APPCB is a public authority under the RTI Act, 2005 and is required to proactively disclose certain categories of information under Section 4 of the Act — including the list of industries regulated, their consent status, and penalty records. If APPCB has not published this information on its website as required, that itself can be the subject of a complaint to the APIC. Many of the most impactful environmental RTI applications in India have been filed not by lawyers or activists but by individual citizens and farmers who simply asked, in plain language, for the documents that APPCB already holds. The ₹10 application fee and a precise, numbered list of questions are all you need to get started.

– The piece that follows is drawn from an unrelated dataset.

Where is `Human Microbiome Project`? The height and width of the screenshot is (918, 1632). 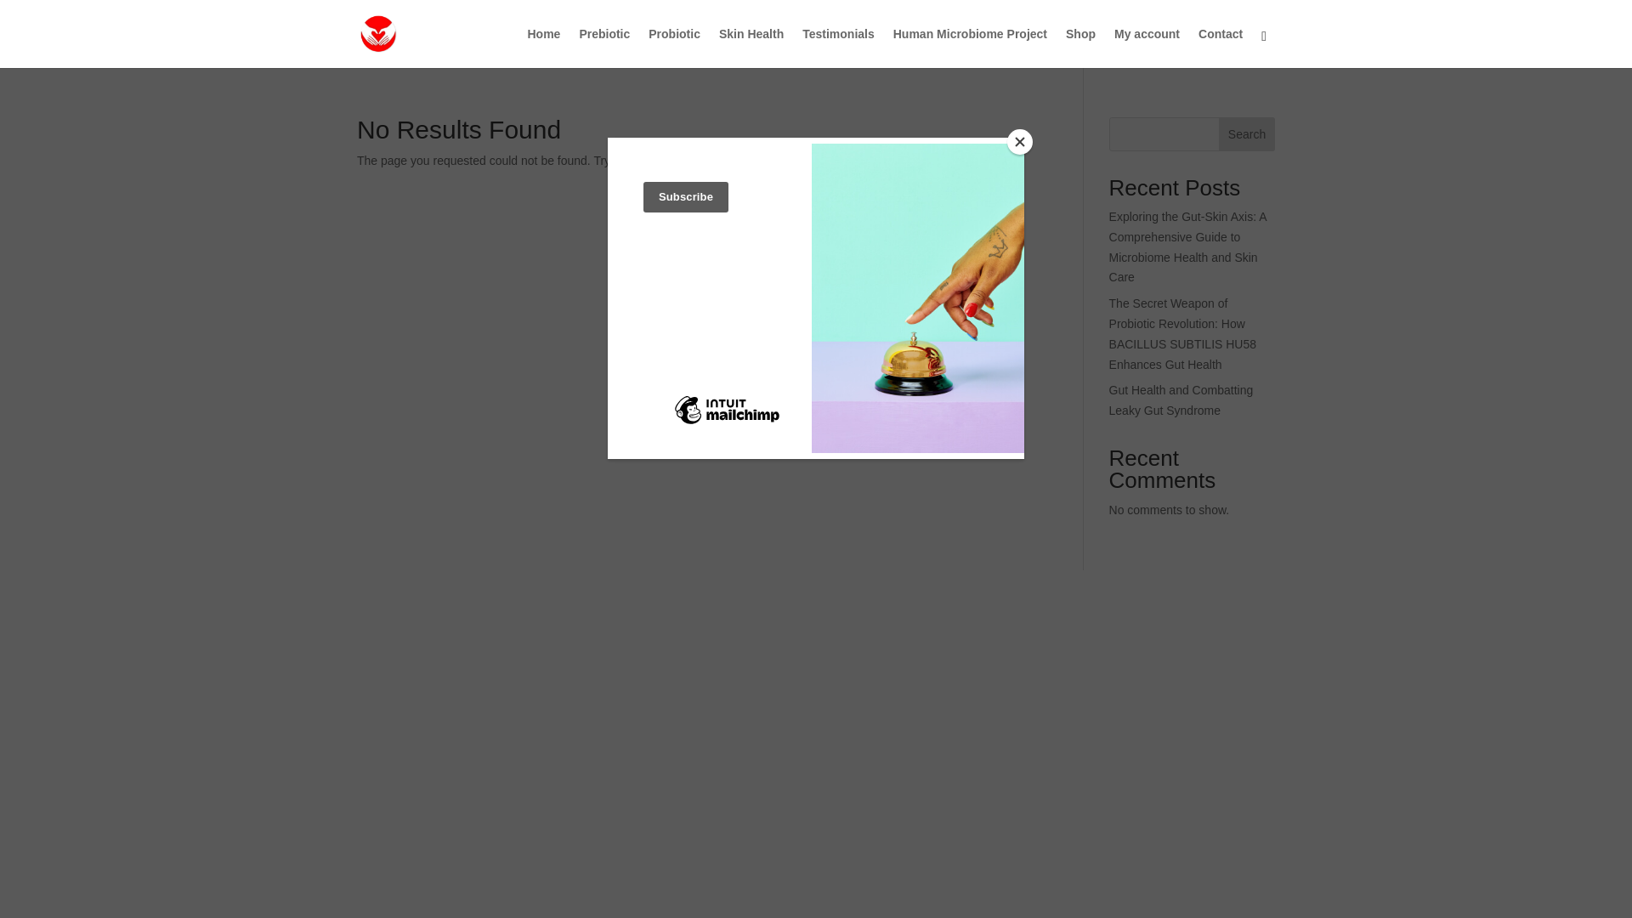
Human Microbiome Project is located at coordinates (970, 48).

Sample RTI Application Draft

To, The Public Information Officer, Andhra Pradesh Pollution Control Board (APPCB), [Regional Office / Headquarters Address], Vijayawada, Andhra Pradesh. Subject: Application under Right to Information Act, 2005 Sir/Madam, I, [Your Full Name], resident of [Your Address], wish to seek the following information under Section 6 of the Right to Information Act, 2005: 1. Please provide the Consent to Establish (CTE) and Consent to Operate (CTO) details for [Factory/Industry Name] at [Address], [District], including category (Red/Orange/Green), validity, and conditions imposed. 2. Please provide the action-taken report on pollution complaint No. [Complaint Number] / complaint filed against [Industry/Factory Name] at [Location] on [Date]. 3. Please provide the ambient air quality and water quality monitoring data for [Location/River Name, e.g., Krishna River at [Location]] for the period [Date Range]. 4. Please provide any show-cause notices, closure orders, or environmental penalties levied against [Industry/Factory Name] during [Year]. 5. Please provide the list of industries in [District/Industrial Area] classified as Red (highly polluting) that received violation notices in [Year]. I am enclosing the application fee of ₹10 by [IPO/demand draft/online payment]. Yours sincerely, [Your Full Name] [Address] [Phone Number] [Email ID] Date: [Date]

Replace all text in [square brackets] with your actual details before filing. Do not include the brackets in your submission.